What is needed: Lift out each line of the data that holds "cell".

---------- Data listing

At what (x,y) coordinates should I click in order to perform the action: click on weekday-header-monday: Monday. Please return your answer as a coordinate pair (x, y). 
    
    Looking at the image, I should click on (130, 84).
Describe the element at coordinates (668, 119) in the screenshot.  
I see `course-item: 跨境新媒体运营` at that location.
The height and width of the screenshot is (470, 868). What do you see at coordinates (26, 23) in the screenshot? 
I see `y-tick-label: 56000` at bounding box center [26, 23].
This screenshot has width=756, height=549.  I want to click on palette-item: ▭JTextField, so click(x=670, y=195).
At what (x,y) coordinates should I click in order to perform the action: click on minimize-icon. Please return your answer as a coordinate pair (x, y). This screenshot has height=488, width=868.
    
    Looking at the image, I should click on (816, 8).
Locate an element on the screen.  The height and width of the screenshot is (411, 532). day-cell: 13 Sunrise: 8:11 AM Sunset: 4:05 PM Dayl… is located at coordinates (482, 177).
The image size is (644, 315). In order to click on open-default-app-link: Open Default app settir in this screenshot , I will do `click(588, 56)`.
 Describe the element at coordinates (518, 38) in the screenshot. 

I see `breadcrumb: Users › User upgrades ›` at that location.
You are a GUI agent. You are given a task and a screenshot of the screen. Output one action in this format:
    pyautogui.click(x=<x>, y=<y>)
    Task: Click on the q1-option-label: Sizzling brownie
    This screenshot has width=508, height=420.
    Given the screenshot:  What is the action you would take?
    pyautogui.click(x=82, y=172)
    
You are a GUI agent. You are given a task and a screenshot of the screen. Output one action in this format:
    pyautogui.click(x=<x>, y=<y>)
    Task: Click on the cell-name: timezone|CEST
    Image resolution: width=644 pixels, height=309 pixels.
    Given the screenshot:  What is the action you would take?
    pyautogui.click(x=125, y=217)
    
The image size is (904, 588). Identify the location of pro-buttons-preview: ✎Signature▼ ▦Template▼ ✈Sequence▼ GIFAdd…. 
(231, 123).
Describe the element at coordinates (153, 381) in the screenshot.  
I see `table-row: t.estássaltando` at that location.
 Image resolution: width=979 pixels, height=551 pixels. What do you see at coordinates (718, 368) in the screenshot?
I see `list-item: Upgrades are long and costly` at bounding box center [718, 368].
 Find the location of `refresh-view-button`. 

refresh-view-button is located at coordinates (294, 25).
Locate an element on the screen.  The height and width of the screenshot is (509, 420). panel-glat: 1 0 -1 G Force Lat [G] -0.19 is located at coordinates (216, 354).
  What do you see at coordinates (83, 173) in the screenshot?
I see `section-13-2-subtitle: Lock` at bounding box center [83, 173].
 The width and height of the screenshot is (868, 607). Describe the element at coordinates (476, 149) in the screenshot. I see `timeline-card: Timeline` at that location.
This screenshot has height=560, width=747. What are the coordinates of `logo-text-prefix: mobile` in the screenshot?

--------------------

Answer space:
Locate an element on the screen.  The height and width of the screenshot is (411, 532). day-cell: 13 Sunrise: 8:11 AM Sunset: 4:05 PM Dayl… is located at coordinates (482, 177).
    Task: Click on the cell-name: timezone|CEST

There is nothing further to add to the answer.